Although described personally as quiet and impeccably mannered, von Bismarck continued to live high on the hog, hosting riotous all-night parties for his (chiefly gay) friends at his £5 million flat. It was at one such event, in August last year, that von Bismarck encountered tragedy for a second time when one of his male guests fell 60 ft to his death from the roof garden. While von Bismarck was not arrested, he was questioned as a witness and there were those who wondered — not, perhaps, without cause — whether he might be the victim of a family curse.

Gottfried Alexander Leopold Graf von Bismarck-Schonhausen was born on September 19, 1962, in Brussels, the second son of Ferdinand, the 4th Prince Bismarck, whose own father had served in the German embassy in pre-war London until a feud with the ambassador, von Ribbentrop, ended his career. As a talented young scholar, Gottfried had studied at what he described as “an aristocratic Borstal” in Switzerland and worked at the New York stock exchange before going up to Christ Church, Oxford.

Von Bismarck never fully recovered from the death in June 1986 of Olivia Channon, the striking 22-year-old daughter of Paul Channon (later Lord Kelvedon), then one of Margaret Thatcher’s cabinet ministers.
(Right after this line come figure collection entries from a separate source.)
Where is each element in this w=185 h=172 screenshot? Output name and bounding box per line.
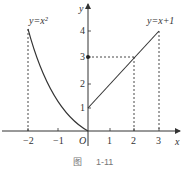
parabola-label: y=x²	[28, 15, 49, 26]
y-axis-label: y	[78, 3, 84, 14]
x-tick-label: 1	[107, 135, 112, 146]
point-0-3	[86, 55, 90, 59]
caption-number: 1-11	[96, 157, 113, 167]
function-graph: y=x² y=x+1 y x O −2 −1 1 2 3 1 2 3 4 图 1…	[0, 0, 185, 172]
x-tick-label: −2	[23, 135, 34, 146]
dashed-guides	[28, 29, 159, 131]
linear-label: y=x+1	[146, 15, 174, 26]
parabola-curve	[28, 29, 88, 131]
x-tick-label: −1	[53, 135, 64, 146]
y-tick-label: 4	[80, 25, 85, 36]
x-axis-label: x	[174, 136, 180, 147]
linear-line	[88, 31, 159, 108]
x-tick-label: 2	[131, 135, 136, 146]
y-tick-label: 2	[80, 78, 85, 89]
caption-prefix: 图	[73, 157, 82, 167]
x-tick-label: 3	[156, 135, 161, 146]
y-tick-label: 1	[80, 102, 85, 113]
y-tick-label: 3	[80, 51, 85, 62]
origin-label: O	[79, 135, 86, 146]
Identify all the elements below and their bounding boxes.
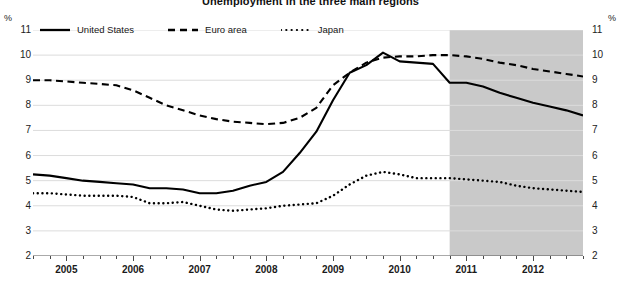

To celebrate the end of their finals, von Bismarck and Olivia Channon had taken part in a drinking bout involving excessive amounts of champagne, Black Velvet and sherry before she overdosed on heroin. At the inquest her cousin, Sebastian Guinness, described how he and other revelers had repaired to von Bismarck’s bottle-strewn rooms, where Olivia was found dead the following morning.

Von Bismarck himself was charged with possessing cocaine and amphetamines. Following Olivia Channon’s funeral, at which he was said to have “wept like a child,” von Bismarck was ordered home to the family castle near Hamburg by his father.

His removal from Oxford was so abrupt that he was not given time to settle his bills; Prince Ferdinand sent a servant who did the rounds of von Bismarck’s favored watering-holes, restaurants, and his tailor, bearing a checkbook. The tabloids quoted words of repentance from von Bismarck himself — “My days of living it up are all over. This past week has just been too much” — but although he was reported to be leaving to finish his studies at a German university and eventually to enter German politics, he was treated again for alcoholism at a German clinic.

He returned briefly to Oxford, where local magistrates fined him £80 for drug possession; he wiped away tears as his lawyer pled mitigating circumstances, pointing out that since the Channon affair von Bismarck had received a bad press in Germany.